There are four practical ways to judge an activity. First, ask how easy it is to document. Second, ask how much time it takes. Third, ask whether it improves your real work. Fourth, ask whether it supports your next career step. The best CEU activity usually scores well on at least three of those four.
- Use easy-to-document activities for quick progress.
- Use deeper training for long-term skill growth.
- Reserve high-cost certifications for major career moves.
- Keep one backup option in case your primary plan changes.

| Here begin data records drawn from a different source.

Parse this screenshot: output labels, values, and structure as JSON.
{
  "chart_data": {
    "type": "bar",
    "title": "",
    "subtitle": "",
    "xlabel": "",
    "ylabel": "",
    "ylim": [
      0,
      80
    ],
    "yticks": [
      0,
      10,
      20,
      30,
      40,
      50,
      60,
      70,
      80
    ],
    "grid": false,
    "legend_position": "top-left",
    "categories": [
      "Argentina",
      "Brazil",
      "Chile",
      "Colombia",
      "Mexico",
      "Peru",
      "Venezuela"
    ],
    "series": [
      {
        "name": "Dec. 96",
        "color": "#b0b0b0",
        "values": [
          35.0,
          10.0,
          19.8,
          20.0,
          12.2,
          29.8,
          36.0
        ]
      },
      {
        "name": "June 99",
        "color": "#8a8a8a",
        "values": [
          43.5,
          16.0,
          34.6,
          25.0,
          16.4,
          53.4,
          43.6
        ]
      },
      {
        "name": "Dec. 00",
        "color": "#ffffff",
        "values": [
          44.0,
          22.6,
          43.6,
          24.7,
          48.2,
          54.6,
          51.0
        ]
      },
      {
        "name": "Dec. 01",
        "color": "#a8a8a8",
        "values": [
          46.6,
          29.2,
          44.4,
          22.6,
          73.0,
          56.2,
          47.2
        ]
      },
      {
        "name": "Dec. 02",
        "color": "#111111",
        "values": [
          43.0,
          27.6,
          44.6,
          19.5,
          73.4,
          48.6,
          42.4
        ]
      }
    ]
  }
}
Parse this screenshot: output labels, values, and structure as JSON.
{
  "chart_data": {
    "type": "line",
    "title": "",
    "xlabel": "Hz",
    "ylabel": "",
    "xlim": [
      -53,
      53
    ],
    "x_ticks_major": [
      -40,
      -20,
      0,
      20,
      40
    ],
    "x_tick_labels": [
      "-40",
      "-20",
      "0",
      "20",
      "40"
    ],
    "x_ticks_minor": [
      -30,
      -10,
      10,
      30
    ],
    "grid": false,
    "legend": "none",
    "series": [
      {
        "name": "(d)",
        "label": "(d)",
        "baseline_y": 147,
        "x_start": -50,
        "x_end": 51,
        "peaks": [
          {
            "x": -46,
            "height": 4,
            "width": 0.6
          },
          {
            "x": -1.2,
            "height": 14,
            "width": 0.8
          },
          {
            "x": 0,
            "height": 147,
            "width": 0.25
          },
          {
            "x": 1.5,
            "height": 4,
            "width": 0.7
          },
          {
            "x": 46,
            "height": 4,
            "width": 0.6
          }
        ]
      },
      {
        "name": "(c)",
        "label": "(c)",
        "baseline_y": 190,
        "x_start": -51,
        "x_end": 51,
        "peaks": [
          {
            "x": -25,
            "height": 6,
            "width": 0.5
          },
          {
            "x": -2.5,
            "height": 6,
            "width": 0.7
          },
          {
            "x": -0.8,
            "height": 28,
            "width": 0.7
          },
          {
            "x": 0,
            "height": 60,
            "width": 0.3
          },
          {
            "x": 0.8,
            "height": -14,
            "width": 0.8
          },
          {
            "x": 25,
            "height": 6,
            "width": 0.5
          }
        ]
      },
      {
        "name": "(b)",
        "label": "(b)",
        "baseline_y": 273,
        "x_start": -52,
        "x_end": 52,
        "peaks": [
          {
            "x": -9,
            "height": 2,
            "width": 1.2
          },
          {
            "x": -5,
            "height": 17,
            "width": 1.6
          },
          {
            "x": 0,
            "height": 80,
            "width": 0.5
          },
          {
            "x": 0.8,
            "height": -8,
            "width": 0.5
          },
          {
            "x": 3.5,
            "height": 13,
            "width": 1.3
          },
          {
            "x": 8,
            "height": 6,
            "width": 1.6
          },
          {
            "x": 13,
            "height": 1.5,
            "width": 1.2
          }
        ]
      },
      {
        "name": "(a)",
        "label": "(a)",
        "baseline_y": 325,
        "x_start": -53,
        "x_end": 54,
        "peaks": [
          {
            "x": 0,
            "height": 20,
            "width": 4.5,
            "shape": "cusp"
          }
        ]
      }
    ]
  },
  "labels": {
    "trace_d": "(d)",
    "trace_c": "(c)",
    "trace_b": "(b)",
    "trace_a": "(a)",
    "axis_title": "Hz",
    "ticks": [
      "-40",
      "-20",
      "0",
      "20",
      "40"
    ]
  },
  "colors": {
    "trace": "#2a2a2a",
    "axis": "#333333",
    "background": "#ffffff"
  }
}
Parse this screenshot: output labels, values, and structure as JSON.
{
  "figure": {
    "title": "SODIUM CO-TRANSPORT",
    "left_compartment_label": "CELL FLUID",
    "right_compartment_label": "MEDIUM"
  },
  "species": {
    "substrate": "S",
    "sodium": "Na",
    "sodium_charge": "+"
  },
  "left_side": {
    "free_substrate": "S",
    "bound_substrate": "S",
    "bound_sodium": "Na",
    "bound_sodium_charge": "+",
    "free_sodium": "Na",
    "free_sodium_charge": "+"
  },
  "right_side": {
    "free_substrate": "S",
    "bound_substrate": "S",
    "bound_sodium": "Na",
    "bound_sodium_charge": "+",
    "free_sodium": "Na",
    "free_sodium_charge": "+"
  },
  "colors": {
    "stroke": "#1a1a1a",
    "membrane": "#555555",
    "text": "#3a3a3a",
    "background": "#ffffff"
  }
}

According to the Bureau of Labor Statistics, information security roles continue to show strong demand, which makes ongoing development a smart investment. The point is not just to renew Security+. The point is to stay employable, credible, and prepared for the next opportunity. Vision Training Systems recommends building a CEU plan that matches your schedule instead of forcing your life around the renewal calendar.
Conclusion
Renewing Security+ does not have to be complicated. The most effective CEU sources are the ones that are relevant, documentable, and useful in your actual work: training courses, security conferences, work-based activities, teaching, structured self-study, and additional certifications. If you track them early and keep clean records, renewal becomes a manageable process instead of a deadline emergency.
The real advantage of a smart certification renewal strategy is that it supports your career while meeting the maintenance requirement. Every valid webinar, lab, project, or class should do more than add numbers to a portal. It should sharpen your technical judgment, expand your understanding of security controls, and strengthen your professional profile.
If you want the process to stay simple, start now. Build your CEU tracker, collect proof as you go, and choose activities that fit your role and goals. That is the best way to handle cybersecurity continuing education without wasting time. It is also the most reliable of the practical exam maintenance tips for busy professionals.
Vision Training Systems can help you turn renewal into a structured development plan, not just an administrative task. Use the CEU cycle to sharpen your skills, prove your value, and stay ready for what comes next. That is how you keep Security+ current and keep moving forward at the same time.